**Description of the task**
I would like the number of lines in the data that contain the word "will". Please give that number alone.
====== Records shown ======
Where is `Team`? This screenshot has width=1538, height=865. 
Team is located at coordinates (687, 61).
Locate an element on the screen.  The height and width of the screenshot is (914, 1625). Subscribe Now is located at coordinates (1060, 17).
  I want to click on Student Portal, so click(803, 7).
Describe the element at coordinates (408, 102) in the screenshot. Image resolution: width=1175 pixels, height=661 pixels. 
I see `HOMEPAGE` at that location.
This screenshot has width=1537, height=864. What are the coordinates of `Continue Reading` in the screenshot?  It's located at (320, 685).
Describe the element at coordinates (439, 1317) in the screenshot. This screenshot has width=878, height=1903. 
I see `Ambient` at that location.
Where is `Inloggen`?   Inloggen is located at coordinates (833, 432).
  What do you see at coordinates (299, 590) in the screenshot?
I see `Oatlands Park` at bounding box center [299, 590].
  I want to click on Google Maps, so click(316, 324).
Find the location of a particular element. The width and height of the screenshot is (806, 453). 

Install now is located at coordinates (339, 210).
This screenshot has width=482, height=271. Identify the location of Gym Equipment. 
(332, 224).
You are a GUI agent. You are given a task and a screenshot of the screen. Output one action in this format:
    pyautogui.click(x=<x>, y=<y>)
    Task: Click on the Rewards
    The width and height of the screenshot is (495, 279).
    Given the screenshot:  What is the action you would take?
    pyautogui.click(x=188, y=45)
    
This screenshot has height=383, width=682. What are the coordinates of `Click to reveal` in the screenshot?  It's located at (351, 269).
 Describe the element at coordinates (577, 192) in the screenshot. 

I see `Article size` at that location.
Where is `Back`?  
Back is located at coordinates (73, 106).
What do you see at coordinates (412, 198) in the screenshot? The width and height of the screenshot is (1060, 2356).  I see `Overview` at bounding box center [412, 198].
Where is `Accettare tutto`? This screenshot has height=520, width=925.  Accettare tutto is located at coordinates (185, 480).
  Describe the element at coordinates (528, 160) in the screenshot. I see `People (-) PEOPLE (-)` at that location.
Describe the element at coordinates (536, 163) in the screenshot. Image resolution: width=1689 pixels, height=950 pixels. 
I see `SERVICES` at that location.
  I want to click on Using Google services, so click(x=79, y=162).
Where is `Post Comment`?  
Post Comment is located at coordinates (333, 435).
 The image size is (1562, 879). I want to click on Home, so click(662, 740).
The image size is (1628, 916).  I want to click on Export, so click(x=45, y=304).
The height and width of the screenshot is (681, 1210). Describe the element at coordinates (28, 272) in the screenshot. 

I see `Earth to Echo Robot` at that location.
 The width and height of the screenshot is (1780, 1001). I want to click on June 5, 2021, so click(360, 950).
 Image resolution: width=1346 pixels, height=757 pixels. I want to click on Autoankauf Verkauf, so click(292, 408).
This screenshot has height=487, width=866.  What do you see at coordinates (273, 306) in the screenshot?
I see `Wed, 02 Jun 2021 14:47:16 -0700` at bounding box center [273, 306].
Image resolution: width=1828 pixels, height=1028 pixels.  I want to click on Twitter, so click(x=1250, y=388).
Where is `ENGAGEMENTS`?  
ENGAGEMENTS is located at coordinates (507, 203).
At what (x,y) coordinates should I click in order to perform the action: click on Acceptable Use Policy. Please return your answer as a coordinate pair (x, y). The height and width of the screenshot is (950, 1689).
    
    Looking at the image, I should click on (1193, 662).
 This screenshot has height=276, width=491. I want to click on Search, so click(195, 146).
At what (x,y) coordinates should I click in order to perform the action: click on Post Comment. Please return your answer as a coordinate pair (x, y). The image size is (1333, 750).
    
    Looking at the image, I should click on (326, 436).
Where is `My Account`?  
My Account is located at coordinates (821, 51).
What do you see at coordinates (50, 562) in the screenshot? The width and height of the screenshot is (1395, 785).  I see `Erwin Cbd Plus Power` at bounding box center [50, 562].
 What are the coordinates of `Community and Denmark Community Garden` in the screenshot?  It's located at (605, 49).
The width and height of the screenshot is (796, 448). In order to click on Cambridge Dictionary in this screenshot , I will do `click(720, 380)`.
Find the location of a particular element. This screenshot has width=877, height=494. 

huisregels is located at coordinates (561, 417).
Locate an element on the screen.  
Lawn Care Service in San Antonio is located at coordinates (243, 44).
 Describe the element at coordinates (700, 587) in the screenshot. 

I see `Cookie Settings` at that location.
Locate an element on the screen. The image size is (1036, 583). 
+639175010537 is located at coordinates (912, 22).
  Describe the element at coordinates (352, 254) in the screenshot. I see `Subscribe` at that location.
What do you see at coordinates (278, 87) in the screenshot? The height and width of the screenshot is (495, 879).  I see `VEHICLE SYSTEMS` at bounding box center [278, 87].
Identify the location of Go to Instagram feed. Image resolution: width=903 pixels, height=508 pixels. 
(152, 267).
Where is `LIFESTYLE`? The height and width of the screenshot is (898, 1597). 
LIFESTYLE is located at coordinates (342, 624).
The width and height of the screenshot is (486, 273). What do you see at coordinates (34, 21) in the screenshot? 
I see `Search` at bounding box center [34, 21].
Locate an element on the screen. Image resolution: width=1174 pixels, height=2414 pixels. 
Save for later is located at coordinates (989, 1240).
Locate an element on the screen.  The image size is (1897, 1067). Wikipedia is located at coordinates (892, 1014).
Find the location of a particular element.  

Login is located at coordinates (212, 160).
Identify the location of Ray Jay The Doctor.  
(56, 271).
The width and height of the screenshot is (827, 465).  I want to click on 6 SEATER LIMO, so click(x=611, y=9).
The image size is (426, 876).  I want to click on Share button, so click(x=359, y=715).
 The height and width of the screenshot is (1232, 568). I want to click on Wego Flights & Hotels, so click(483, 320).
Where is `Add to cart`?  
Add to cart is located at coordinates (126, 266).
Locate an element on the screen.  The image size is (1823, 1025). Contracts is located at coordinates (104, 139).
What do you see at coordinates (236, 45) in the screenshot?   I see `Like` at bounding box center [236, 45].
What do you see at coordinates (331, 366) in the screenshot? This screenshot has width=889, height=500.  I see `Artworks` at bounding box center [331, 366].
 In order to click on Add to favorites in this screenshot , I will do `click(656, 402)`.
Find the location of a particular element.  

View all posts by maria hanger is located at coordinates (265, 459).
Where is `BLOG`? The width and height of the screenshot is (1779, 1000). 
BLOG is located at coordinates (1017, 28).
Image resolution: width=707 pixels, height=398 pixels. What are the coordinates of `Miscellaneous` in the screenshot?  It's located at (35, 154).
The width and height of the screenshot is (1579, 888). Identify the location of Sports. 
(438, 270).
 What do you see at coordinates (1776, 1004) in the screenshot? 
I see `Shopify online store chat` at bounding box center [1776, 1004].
======
**Solution for this task**
2